**Activity:**
Down to the last line, write out the entries below exactly and omit all pictures.

Segment Open

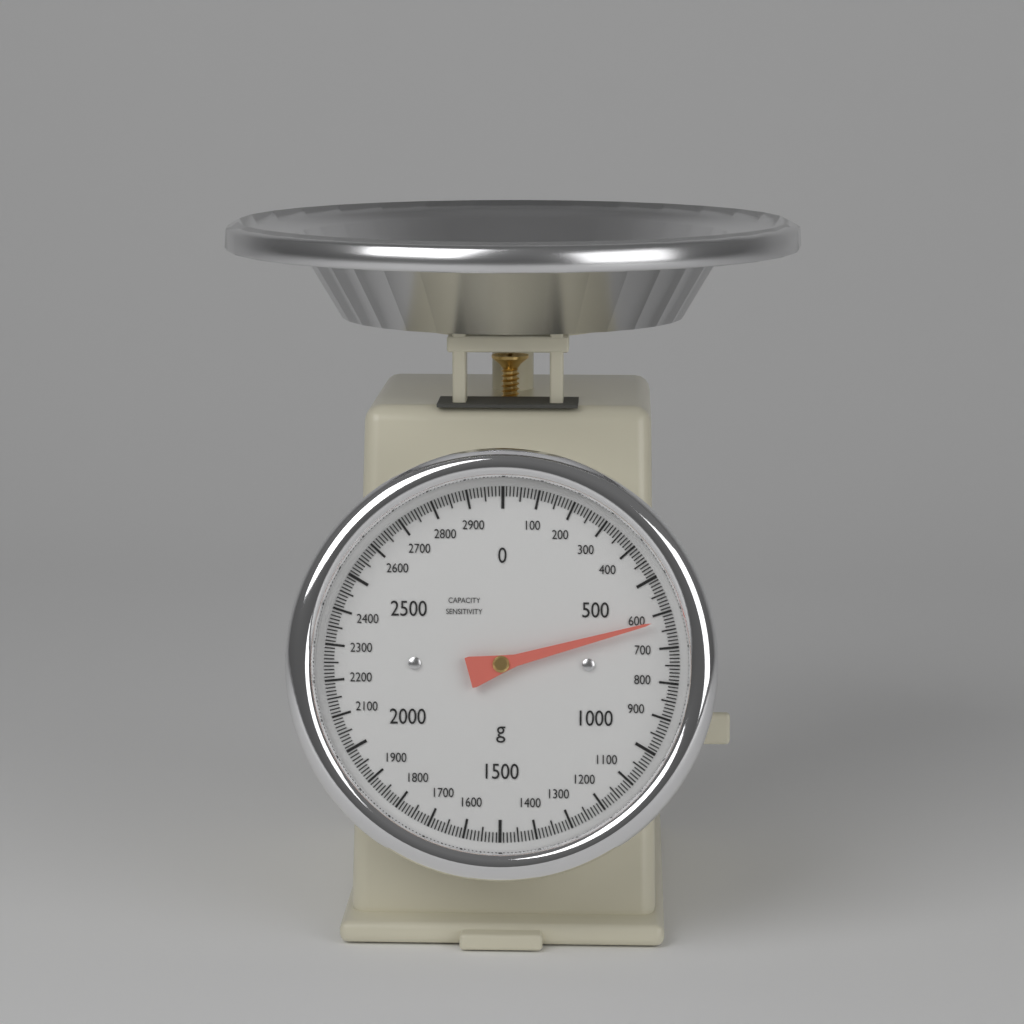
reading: 620 g
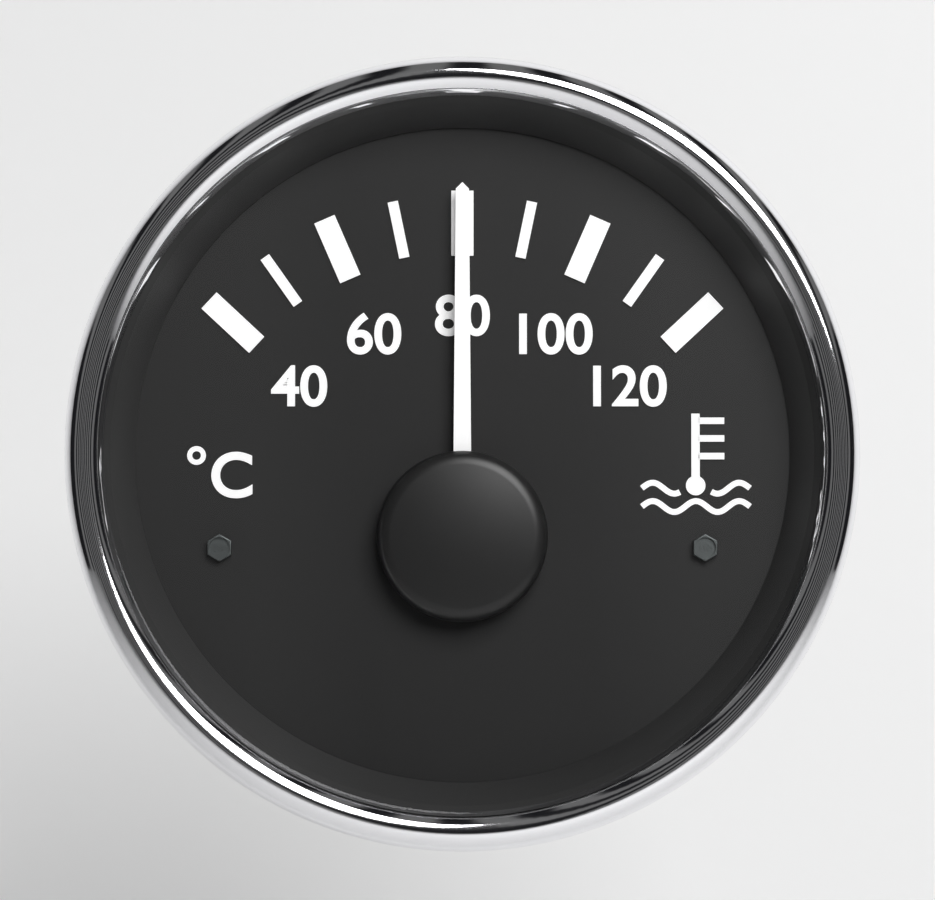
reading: 80 °C
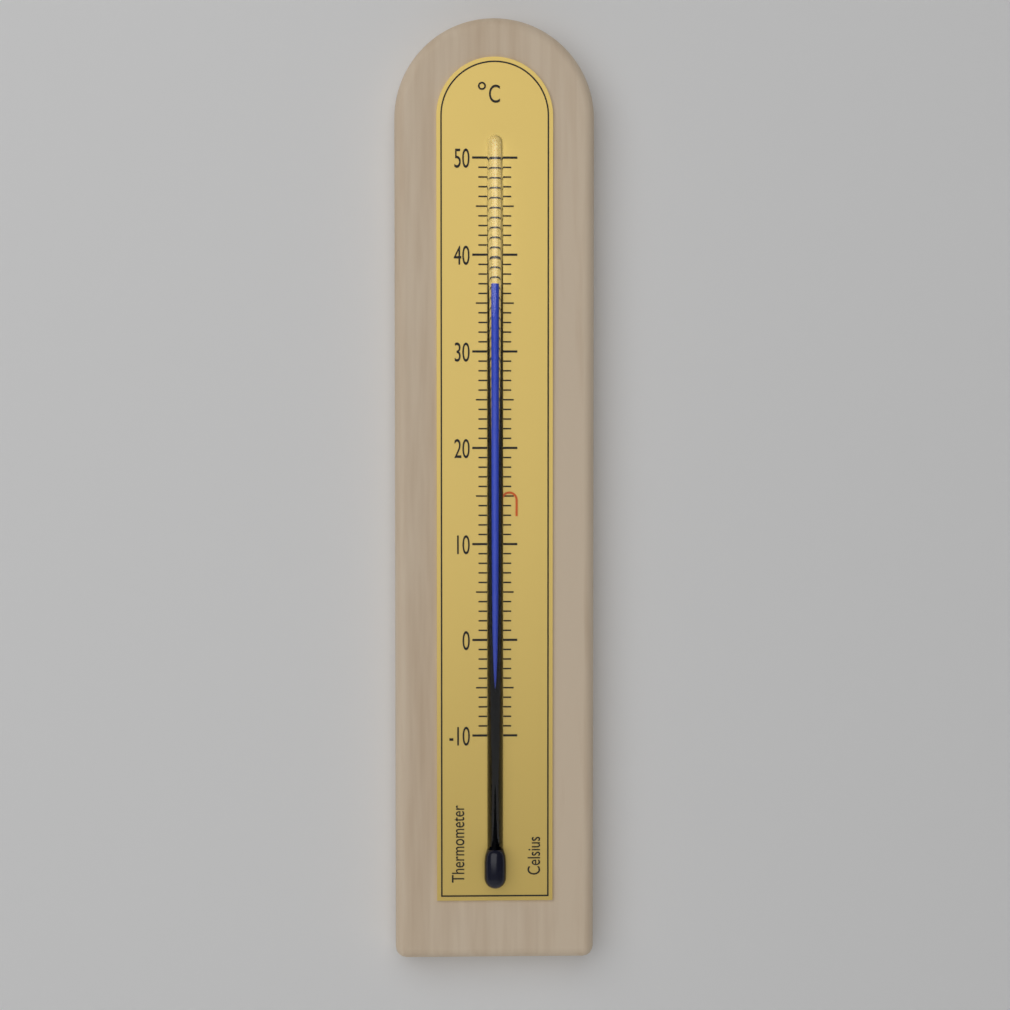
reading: 37 °C
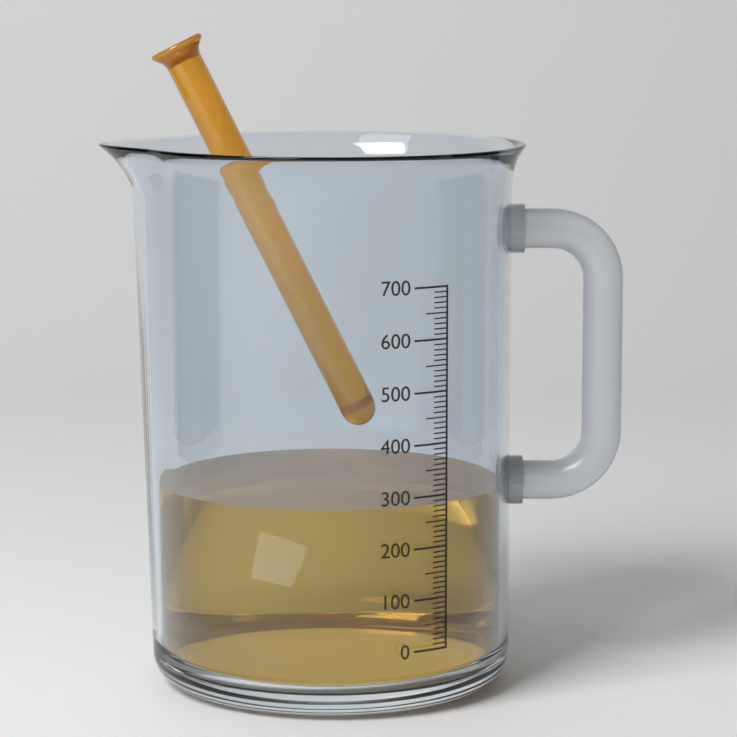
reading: 280 (no unit)
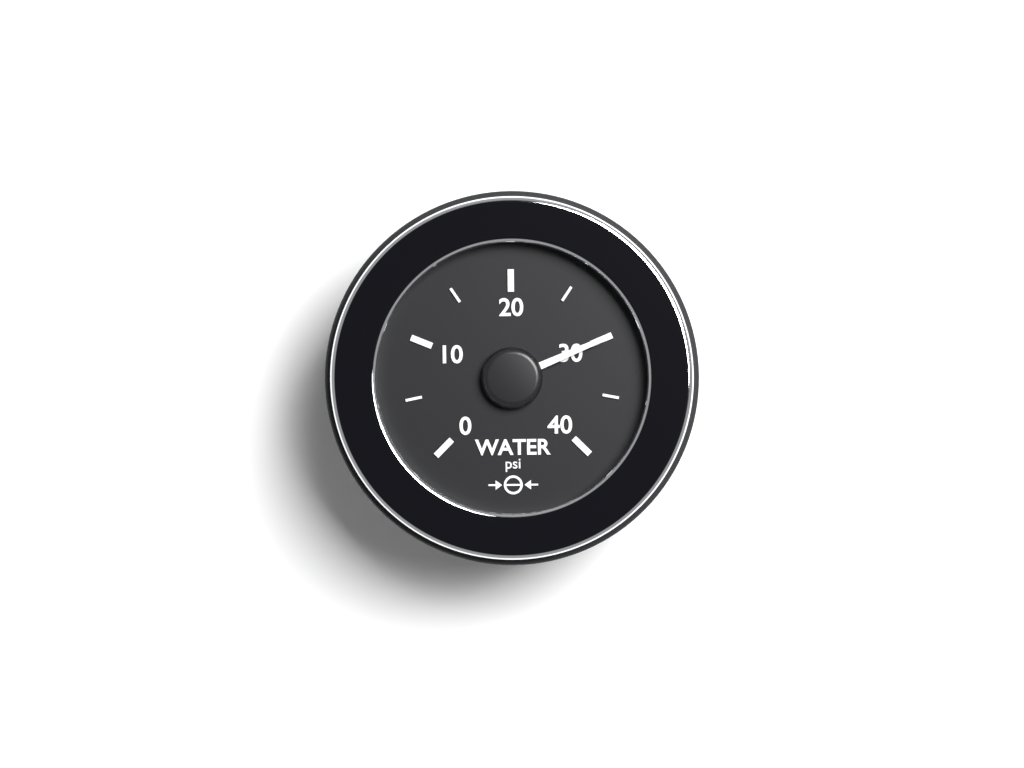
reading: 30 psi
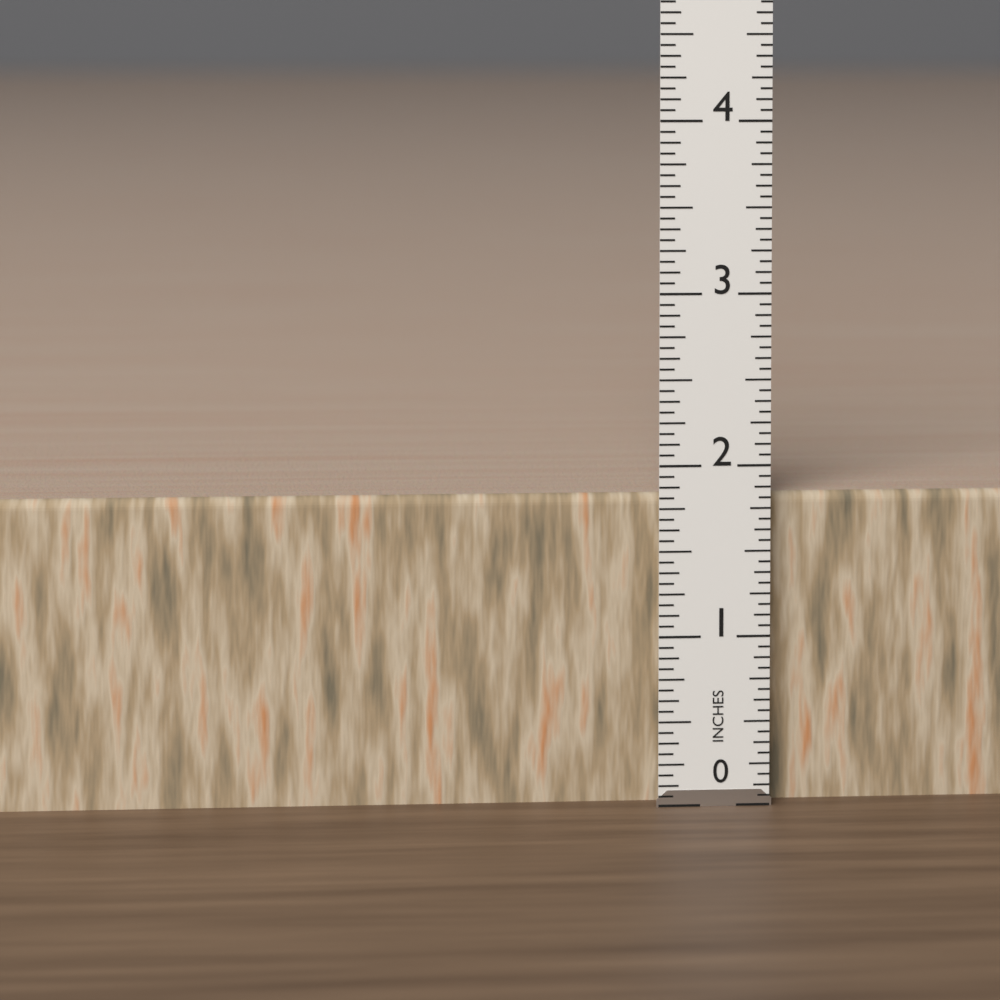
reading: 1.8125 in
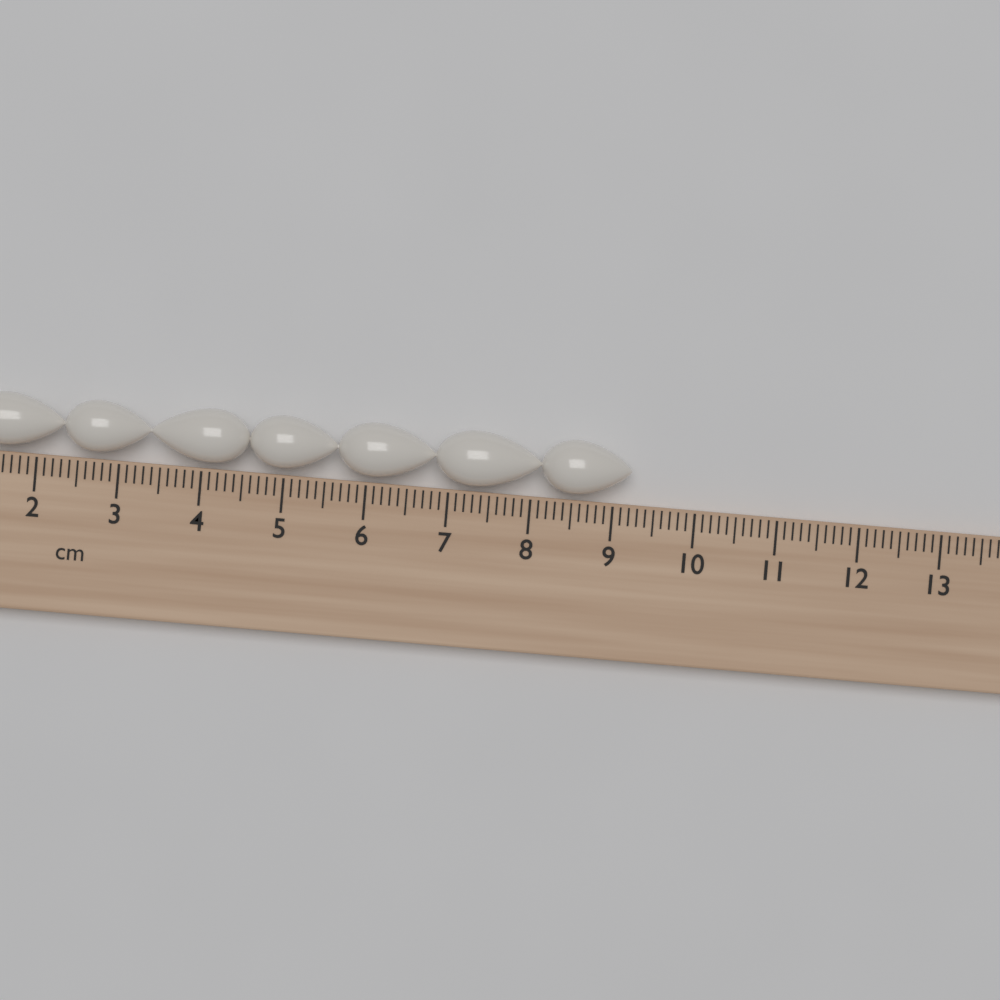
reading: 9.2 cm
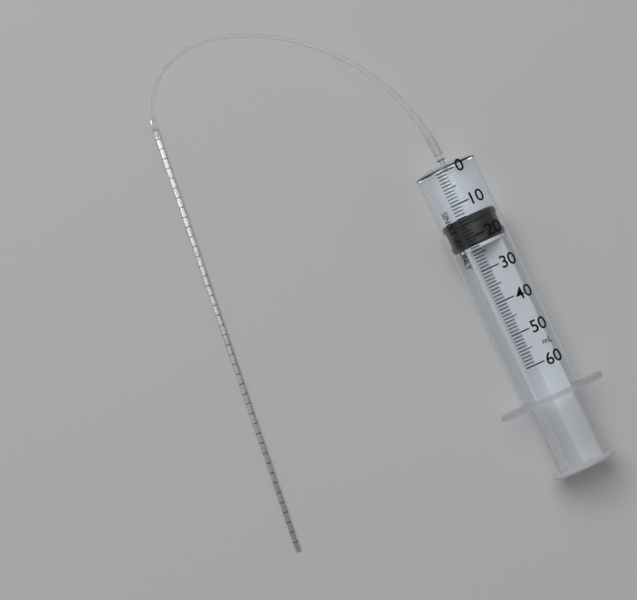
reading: 14 ml
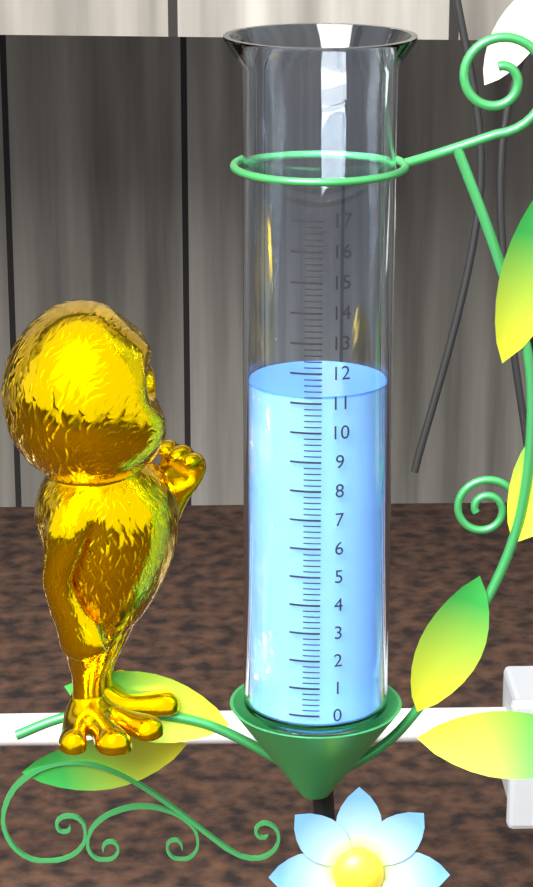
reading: 11.2 (no unit)
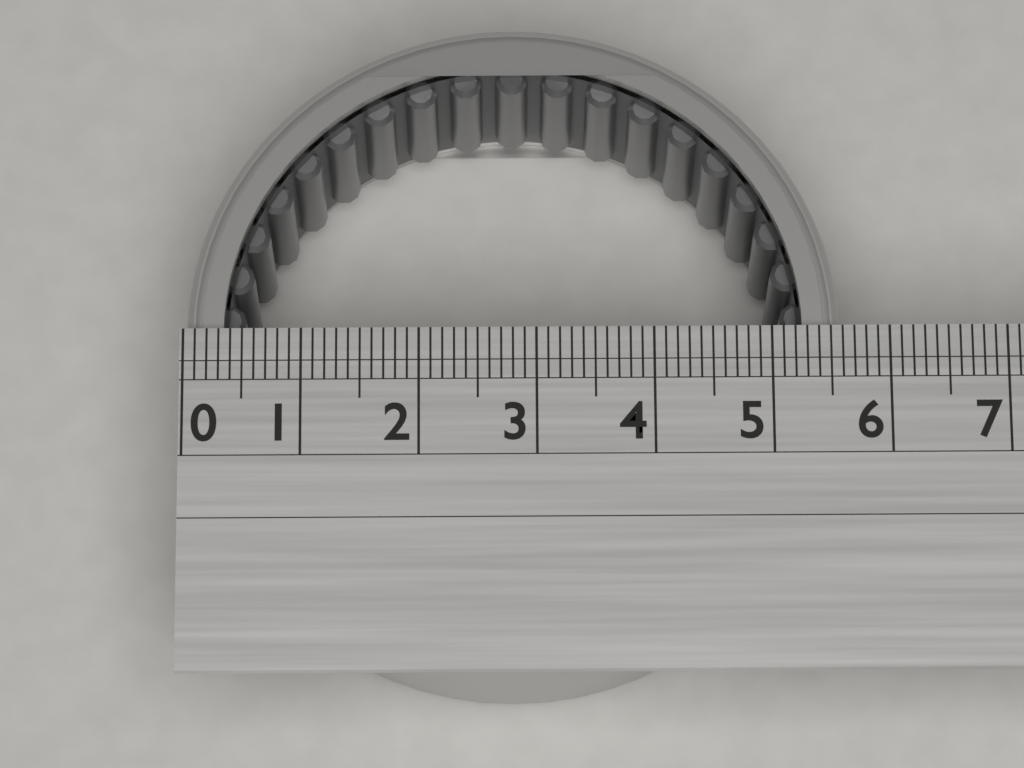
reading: 5.6 (no unit)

Segment Closed

**Answer to this problem:**
reading: 620 g
reading: 80 °C
reading: 37 °C
reading: 280 (no unit)
reading: 30 psi
reading: 1.8125 in
reading: 9.2 cm
reading: 14 ml
reading: 11.2 (no unit)
reading: 5.6 (no unit)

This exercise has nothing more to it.